Hij was veel te mannelijk om kwetsbaar te zijn. Maar hij stond daar met gesloten ogen, wachtend tot ze hem aanraakte. Ze kwam dichterbij en haar adem beroerde zijn dijen. Hij huiverde. Hij rook naar modder, zweet en zeep.
De jonge schrijfster Catherine de la Tour is niet gelukkig. Haar minnaar James is voor lange tijd op reis en ze mist hem zeer. Om haar zinnen te verzetten, accepteert Catherine een tijdelijke baan aan de universiteit van Cambridge. Maar de rust is daar ver te zoeken. Het instituut is een broeinest van losbandige uitspattingen. Spoedig laat Catherine zich verleiden door zowel mannelijke als vrouwelijke studenten. Van Mike, de sensuele atleet, tot de kleine blonde Maggie en de charmante Fransman André. Wanneer haar relaties met enkele van haar minnaars zich verdiepen, moet Catherine een keuze maken.
Speelse onschuld verscheen oorspronkelijk in de succesvolle erotische serie Black Lace. Het grote succes valt te verklaren door de nietsverhullende verhalen waarin de erotische fantasieën van vrouwen op expliciete wijze worden beschreven.
As I remembered from another old Black Lace book years ago, Juliet Hastings can certainly write good sex scenes - and I'm saying that even though the heroine is mostly in couplings with men who aren't my type, one of whom can't say a single word without being annoying. Unlike many erotica writers, she makes very few cringeworthy word choices, though that's not to say there were none at all. (The words 'cock' and 'lodge' in close proximity can't help but evince 'cocklodger', that daft insult which inadvertantly reinforces traditional household roles.)
Typically of the imprint, it contains some interesting and imaginative aspects alongside the odd groan-inducing (and not in a good way) cliches. The latter are mostly in plot points, characters turning up right on cue etc. I suspect that many Black Lace books refer to the authors' other interests and what they wish they were doing with them. Heroine Catherine is a classicist who's translated smutty Roman poet Catullus, (a personal favourite of mine), she is now writing a novel about him and has been appointed writer in residence at a fictitious Cambridge college.
I found it interesting that Catherine is around my age now, whilst supporting heroine Maggie, the postgrad student next door, is around the age I was when the book was written. A lot of attitudes and references were recognisable from my student days, and I was very aware of its being - to paraphrase Nicola Barker on The Yips - a novel of the pre-internet moment. Characters email and word-process, but otherwise life is pretty much just RL.
Confident, horny Maggie is basically 90s-ladette-with-brains, feels she could stand her ground with the girls in lads mags and likes to think that younger guys will never have expected anything like what she'll get up to with them. The book is often surprisingly frank about characters' worries, including comparing themselves with media ideals, in such a way as a contemporary equivalent would surely mention internet porn - which would presumably make the contents of 18 and 19 year olds' heads a bit different from those of 15 years ago. I'm sure the internet has also made people in their mid thirties less innocent than they might otherwise have been, but Catherine seemed unrealistically naive and inexperienced on a few things, hard to believe given her interest in smutty poetry and the fact she'd been in an open relationship for several years. (I got the feeling that the author may have been younger than Catherine when she wrote this, as despite other similar bits of social realism, there are no references to most of her friends having settled down and started families, noticing ageing, or the sense of quite as big an age gap with a 21 year old. Or, for that matter, what was different when she was an undergrad.) Realism appears in a way that's unusual and refreshing for erotica - and then sometimes vanishes like a continuity error... an hour ago she was really sore from all that sex, and now she's happily going cycling for several hours?
Nearly all the social interactions lead to sex; that's what erotica is for, but it can seem ridiculous here at times, especially with the spurts of realism, or if reading a lot of the book in one go. It reminds me of my thought processes as a first year student, when was the next fanciable person going to turn up, oh, they'll do, thinking like that almost everywhere I went. Except tutors. I had very severe views against the slightest possible hint of flirting with tutors - not that this was ever difficult to stick to given those allocated. That's a big 90s issue that doesn't find its way into Dreaming Spires - no one worries about these junior staff and older students being involved (although no one's directly teaching each other) - but in other ways it's very zeitgeisty. It's one of those artefacts that reminded me why trash can be such fertile ground for historical and sociological analysis.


The task: Copy out every entry that follows, without a single picture.

Dataset records:
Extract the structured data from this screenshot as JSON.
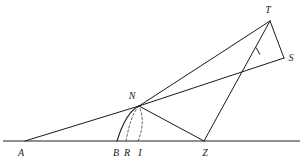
{
  "figure": {
    "type": "geometry-diagram",
    "canvas": {
      "width": 305,
      "height": 165
    },
    "colors": {
      "stroke": "#1a1a1a",
      "baseline": "#6b6b6b",
      "dashed": "#4a4a4a",
      "background": "#ffffff",
      "label": "#1a1a1a"
    },
    "points": [
      {
        "id": "A",
        "label": "A",
        "x": 25,
        "y": 141,
        "label_x": 21,
        "label_y": 153
      },
      {
        "id": "B",
        "label": "B",
        "x": 117,
        "y": 141,
        "label_x": 116,
        "label_y": 153
      },
      {
        "id": "R",
        "label": "R",
        "x": 126,
        "y": 141,
        "label_x": 127,
        "label_y": 153
      },
      {
        "id": "I",
        "label": "I",
        "x": 138,
        "y": 141,
        "label_x": 140,
        "label_y": 153
      },
      {
        "id": "Z",
        "label": "Z",
        "x": 204,
        "y": 141,
        "label_x": 205,
        "label_y": 153
      },
      {
        "id": "N",
        "label": "N",
        "x": 139,
        "y": 106,
        "label_x": 132,
        "label_y": 96
      },
      {
        "id": "T",
        "label": "T",
        "x": 270,
        "y": 21,
        "label_x": 268,
        "label_y": 10
      },
      {
        "id": "S",
        "label": "S",
        "x": 284,
        "y": 58,
        "label_x": 291,
        "label_y": 58
      }
    ],
    "baseline": {
      "name": "horizontal-axis",
      "x1": 3,
      "y1": 141,
      "x2": 300,
      "y2": 141
    },
    "segments": [
      {
        "name": "segment-A-N",
        "from": "A",
        "to": "N",
        "style": "solid"
      },
      {
        "name": "segment-N-T",
        "from": "N",
        "to": "T",
        "style": "solid"
      },
      {
        "name": "segment-N-S",
        "from": "N",
        "to": "S",
        "style": "solid"
      },
      {
        "name": "segment-N-Z",
        "from": "N",
        "to": "Z",
        "style": "solid"
      },
      {
        "name": "segment-Z-T",
        "from": "Z",
        "to": "T",
        "style": "solid"
      },
      {
        "name": "segment-T-S",
        "from": "T",
        "to": "S",
        "style": "solid"
      }
    ],
    "arcs": [
      {
        "name": "arc-B-N",
        "from": "B",
        "to": "N",
        "style": "solid",
        "control_x": 126,
        "control_y": 112
      },
      {
        "name": "arc-R-N",
        "from": "R",
        "to": "N",
        "style": "dashed",
        "control_x": 131,
        "control_y": 114
      },
      {
        "name": "arc-I-N",
        "from": "I",
        "to": "N",
        "style": "dashed",
        "control_x": 146,
        "control_y": 122
      }
    ],
    "tick_marks": [
      {
        "name": "tick-on-segment-N-S",
        "x": 258,
        "y": 51,
        "angle_deg": 62,
        "length": 7
      }
    ]
  }
}
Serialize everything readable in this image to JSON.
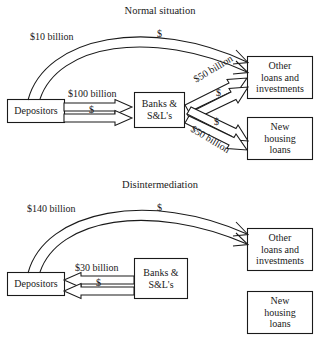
{
  "figure": {
    "type": "flow-diagram",
    "background_color": "#ffffff",
    "line_color": "#1a1a1a"
  },
  "panels": [
    {
      "id": "normal",
      "title": "Normal situation",
      "boxes": [
        {
          "id": "depositors",
          "label": "Depositors"
        },
        {
          "id": "banks",
          "label_line1": "Banks &",
          "label_line2": "S&L's"
        },
        {
          "id": "other-loans",
          "label_line1": "Other",
          "label_line2": "loans and",
          "label_line3": "investments"
        },
        {
          "id": "new-housing",
          "label_line1": "New",
          "label_line2": "housing",
          "label_line3": "loans"
        }
      ],
      "flows": [
        {
          "id": "depositors-to-other-direct",
          "amount": "$10 billion",
          "marker": "$",
          "from": "depositors",
          "to": "other-loans",
          "shape": "arc"
        },
        {
          "id": "depositors-to-banks",
          "amount": "$100 billion",
          "marker": "$",
          "from": "depositors",
          "to": "banks",
          "shape": "straight"
        },
        {
          "id": "banks-to-other",
          "amount": "$50 billion",
          "marker": "$",
          "from": "banks",
          "to": "other-loans",
          "shape": "diagonal-up"
        },
        {
          "id": "banks-to-housing",
          "amount": "$50 billion",
          "marker": "$",
          "from": "banks",
          "to": "new-housing",
          "shape": "diagonal-down"
        }
      ]
    },
    {
      "id": "disintermediation",
      "title": "Disintermediation",
      "boxes": [
        {
          "id": "depositors",
          "label": "Depositors"
        },
        {
          "id": "banks",
          "label_line1": "Banks &",
          "label_line2": "S&L's"
        },
        {
          "id": "other-loans",
          "label_line1": "Other",
          "label_line2": "loans and",
          "label_line3": "investments"
        },
        {
          "id": "new-housing",
          "label_line1": "New",
          "label_line2": "housing",
          "label_line3": "loans"
        }
      ],
      "flows": [
        {
          "id": "depositors-to-other-direct",
          "amount": "$140 billion",
          "marker": "$",
          "from": "depositors",
          "to": "other-loans",
          "shape": "arc"
        },
        {
          "id": "banks-to-depositors",
          "amount": "$30 billion",
          "marker": "$",
          "from": "banks",
          "to": "depositors",
          "shape": "straight-reverse"
        }
      ]
    }
  ]
}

Task output:
Extract the structured data from this screenshot as JSON.
{
  "figure": {
    "type": "geometry-diagram",
    "canvas": {
      "width": 305,
      "height": 165
    },
    "colors": {
      "stroke": "#1a1a1a",
      "baseline": "#6b6b6b",
      "dashed": "#4a4a4a",
      "background": "#ffffff",
      "label": "#1a1a1a"
    },
    "points": [
      {
        "id": "A",
        "label": "A",
        "x": 25,
        "y": 141,
        "label_x": 21,
        "label_y": 153
      },
      {
        "id": "B",
        "label": "B",
        "x": 117,
        "y": 141,
        "label_x": 116,
        "label_y": 153
      },
      {
        "id": "R",
        "label": "R",
        "x": 126,
        "y": 141,
        "label_x": 127,
        "label_y": 153
      },
      {
        "id": "I",
        "label": "I",
        "x": 138,
        "y": 141,
        "label_x": 140,
        "label_y": 153
      },
      {
        "id": "Z",
        "label": "Z",
        "x": 204,
        "y": 141,
        "label_x": 205,
        "label_y": 153
      },
      {
        "id": "N",
        "label": "N",
        "x": 139,
        "y": 106,
        "label_x": 132,
        "label_y": 96
      },
      {
        "id": "T",
        "label": "T",
        "x": 270,
        "y": 21,
        "label_x": 268,
        "label_y": 10
      },
      {
        "id": "S",
        "label": "S",
        "x": 284,
        "y": 58,
        "label_x": 291,
        "label_y": 58
      }
    ],
    "baseline": {
      "name": "horizontal-axis",
      "x1": 3,
      "y1": 141,
      "x2": 300,
      "y2": 141
    },
    "segments": [
      {
        "name": "segment-A-N",
        "from": "A",
        "to": "N",
        "style": "solid"
      },
      {
        "name": "segment-N-T",
        "from": "N",
        "to": "T",
        "style": "solid"
      },
      {
        "name": "segment-N-S",
        "from": "N",
        "to": "S",
        "style": "solid"
      },
      {
        "name": "segment-N-Z",
        "from": "N",
        "to": "Z",
        "style": "solid"
      },
      {
        "name": "segment-Z-T",
        "from": "Z",
        "to": "T",
        "style": "solid"
      },
      {
        "name": "segment-T-S",
        "from": "T",
        "to": "S",
        "style": "solid"
      }
    ],
    "arcs": [
      {
        "name": "arc-B-N",
        "from": "B",
        "to": "N",
        "style": "solid",
        "control_x": 126,
        "control_y": 112
      },
      {
        "name": "arc-R-N",
        "from": "R",
        "to": "N",
        "style": "dashed",
        "control_x": 131,
        "control_y": 114
      },
      {
        "name": "arc-I-N",
        "from": "I",
        "to": "N",
        "style": "dashed",
        "control_x": 146,
        "control_y": 122
      }
    ],
    "tick_marks": [
      {
        "name": "tick-on-segment-N-S",
        "x": 258,
        "y": 51,
        "angle_deg": 62,
        "length": 7
      }
    ]
  }
}
Serialize everything readable in this image to JSON.
{
  "figure": {
    "type": "flow-diagram",
    "background_color": "#ffffff",
    "line_color": "#1a1a1a"
  },
  "panels": [
    {
      "id": "normal",
      "title": "Normal situation",
      "boxes": [
        {
          "id": "depositors",
          "label": "Depositors"
        },
        {
          "id": "banks",
          "label_line1": "Banks &",
          "label_line2": "S&L's"
        },
        {
          "id": "other-loans",
          "label_line1": "Other",
          "label_line2": "loans and",
          "label_line3": "investments"
        },
        {
          "id": "new-housing",
          "label_line1": "New",
          "label_line2": "housing",
          "label_line3": "loans"
        }
      ],
      "flows": [
        {
          "id": "depositors-to-other-direct",
          "amount": "$10 billion",
          "marker": "$",
          "from": "depositors",
          "to": "other-loans",
          "shape": "arc"
        },
        {
          "id": "depositors-to-banks",
          "amount": "$100 billion",
          "marker": "$",
          "from": "depositors",
          "to": "banks",
          "shape": "straight"
        },
        {
          "id": "banks-to-other",
          "amount": "$50 billion",
          "marker": "$",
          "from": "banks",
          "to": "other-loans",
          "shape": "diagonal-up"
        },
        {
          "id": "banks-to-housing",
          "amount": "$50 billion",
          "marker": "$",
          "from": "banks",
          "to": "new-housing",
          "shape": "diagonal-down"
        }
      ]
    },
    {
      "id": "disintermediation",
      "title": "Disintermediation",
      "boxes": [
        {
          "id": "depositors",
          "label": "Depositors"
        },
        {
          "id": "banks",
          "label_line1": "Banks &",
          "label_line2": "S&L's"
        },
        {
          "id": "other-loans",
          "label_line1": "Other",
          "label_line2": "loans and",
          "label_line3": "investments"
        },
        {
          "id": "new-housing",
          "label_line1": "New",
          "label_line2": "housing",
          "label_line3": "loans"
        }
      ],
      "flows": [
        {
          "id": "depositors-to-other-direct",
          "amount": "$140 billion",
          "marker": "$",
          "from": "depositors",
          "to": "other-loans",
          "shape": "arc"
        },
        {
          "id": "banks-to-depositors",
          "amount": "$30 billion",
          "marker": "$",
          "from": "banks",
          "to": "depositors",
          "shape": "straight-reverse"
        }
      ]
    }
  ]
}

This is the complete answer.